In the lawn, landscape, and tree care world, opportunity is everywhere. For decades, the green industry has enjoyed steady growth—far outpacing many other service sectors. But here’s the twist: even in such a thriving market, many landscape and lawn care companies fall short of their true potential. Not because they lack skill, effort, or demand…but because they rely on hope instead of hard numbers.

Most contractors never began their careers wanting to run businesses—they fell into entrepreneurship by doing great work. The problem is that good times can mask bad business habits. When revenue rolls in despite a lack of structure, it’s easy to assume everything is “fine.” Yet long-term success requires more than hard work and optimism. It requires planning, honesty, and a commitment to managing by data rather than emotion.

Face Your Current Reality

The annual planning process starts with an unvarnished look at the business as it truly is—not as the owner believes or hopes it to be. Many contractors who say they’re “doing great” aren’t actually measuring anything. Others experience short-term wins but don’t see consistent year-over-year growth.

This is where objective diagnostics matter. Contractors excel at turf care, plant health, and constructing amazing outdoor spaces, but financial blind spots can sink a business just as quickly as a broken irrigation main. Industry consultants, business systems, and industry-standard allocation models can help owners spot imbalances—whether in labor, equipment, overhead, or facilities.

Consider the contractor whose revenue supports a $300,000 facility but chooses to operate from a $1 million building. The numbers reveal a mismatch. The fix isn’t emotional—it’s mathematical. Either raise revenue to fit your building or right-size the building to fit your business. The answers reveal themselves when the numbers are allowed to speak.

Envision the Future You Want

Abraham Lincoln’s reminder that “the best way to predict your future is to create it” perfectly fits the annual planning process. Once a contractor understands current reality, the next step is shaping a vision for what the business should become over the next three to five years.

Annual plans then translate that big-picture vision into detailed strategies for the next twelve months. That means outlining revenue targets, defining sales goals, and identifying where growth must occur. Wishing for a better year isn’t enough—owners need clear expectations about where new business will come from and how it will be generated.

Sales: The Engine of Growth

Many contractors depend almost entirely on repeat clients and referrals. While valuable, this passive approach limits growth. A strong sales plan shifts outreach from reactive to proactive.

Weekly sales activity targets—introductory meetings, follow-ups, and proposals—turn sales into a predictable pipeline rather than a hopeful waiting game. When sales are intentional and consistent, revenue becomes something the company drives, not something it waits for.

Price Correctly, Budget Intelligently

Once projected sales and revenue are mapped, forecasted expenses must be layered in to calculate net profit. This is where tough truths often emerge: labor burdens may be too high, pricing too low, or resources stretched thin.

Instead of cutting staff or compromising quality, contractors can often rebalance their numbers by adjusting pricing to accurately cover the true cost of doing business. Budgets for labor, materials, management, and departmental expenses help owners understand exactly what each part of the operation must contribute to remain healthy.

Tracking average revenue per employee, for example, can reveal whether it’s time to hire—or whether the current team has untapped capacity.

Work the Plan Relentlessly

Creating the plan is only half the job. The real magic happens in monitoring progress, measuring variances, and adjusting course throughout the year. Sometimes results fall short and require increased effort. Other times revenue exceeds expectations, offering opportunities to save or reinvest.

Success lies in two disciplines:

  • Pushing harder when numbers dip
  • Staying grounded when things soar

Companies that commit to this cycle—plan, track, adjust, repeat…

…Transform unpredictability into sustainable growth.

Be well, do good work, and keep in touch.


The reply must consist of the complete listing, reproduced exactly, with no images included.
---------------
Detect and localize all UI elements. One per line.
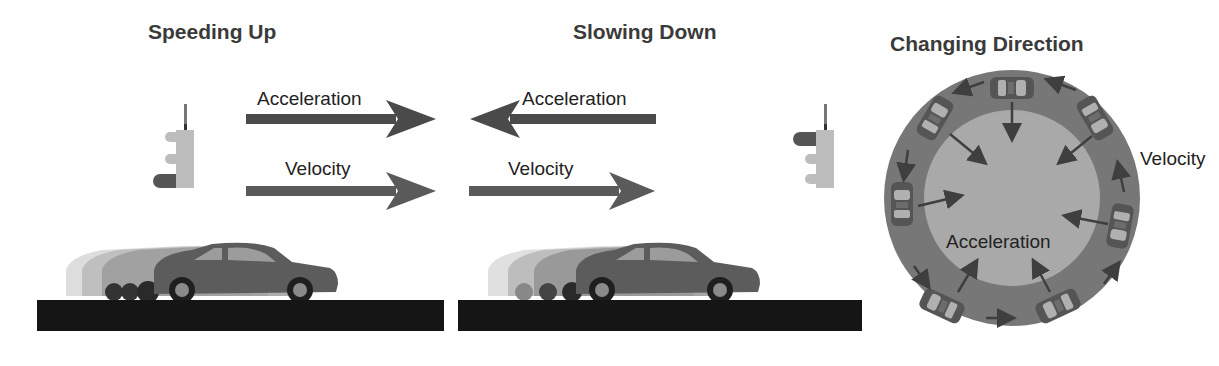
velocity-label: Velocity — [1140, 148, 1205, 170]
traffic-light-icon — [150, 104, 196, 190]
traffic-light-icon — [790, 104, 836, 190]
car-slowing-down-icon — [484, 240, 764, 304]
velocity-arrow-right-icon — [246, 172, 436, 210]
panel-title-slowing-down: Slowing Down — [573, 20, 716, 44]
road — [458, 300, 862, 331]
panel-title-speeding-up: Speeding Up — [148, 20, 276, 44]
car-speeding-up-icon — [62, 240, 342, 304]
panel-title-changing-direction: Changing Direction — [890, 32, 1084, 56]
acceleration-arrow-left-icon — [470, 100, 660, 138]
acceleration-label: Acceleration — [946, 231, 1051, 253]
road — [37, 300, 444, 331]
acceleration-arrow-right-icon — [246, 100, 436, 138]
circular-track-diagram — [880, 66, 1144, 330]
velocity-arrow-right-icon — [469, 172, 659, 210]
---------------
• **Result of this exercise**
Detect and localize all UI elements. One per line.
velocity-label: Velocity — [1140, 148, 1205, 170]
traffic-light-icon — [150, 104, 196, 190]
traffic-light-icon — [790, 104, 836, 190]
car-slowing-down-icon — [484, 240, 764, 304]
velocity-arrow-right-icon — [246, 172, 436, 210]
panel-title-slowing-down: Slowing Down — [573, 20, 716, 44]
road — [458, 300, 862, 331]
panel-title-speeding-up: Speeding Up — [148, 20, 276, 44]
car-speeding-up-icon — [62, 240, 342, 304]
panel-title-changing-direction: Changing Direction — [890, 32, 1084, 56]
acceleration-arrow-left-icon — [470, 100, 660, 138]
acceleration-label: Acceleration — [946, 231, 1051, 253]
road — [37, 300, 444, 331]
acceleration-arrow-right-icon — [246, 100, 436, 138]
circular-track-diagram — [880, 66, 1144, 330]
velocity-arrow-right-icon — [469, 172, 659, 210]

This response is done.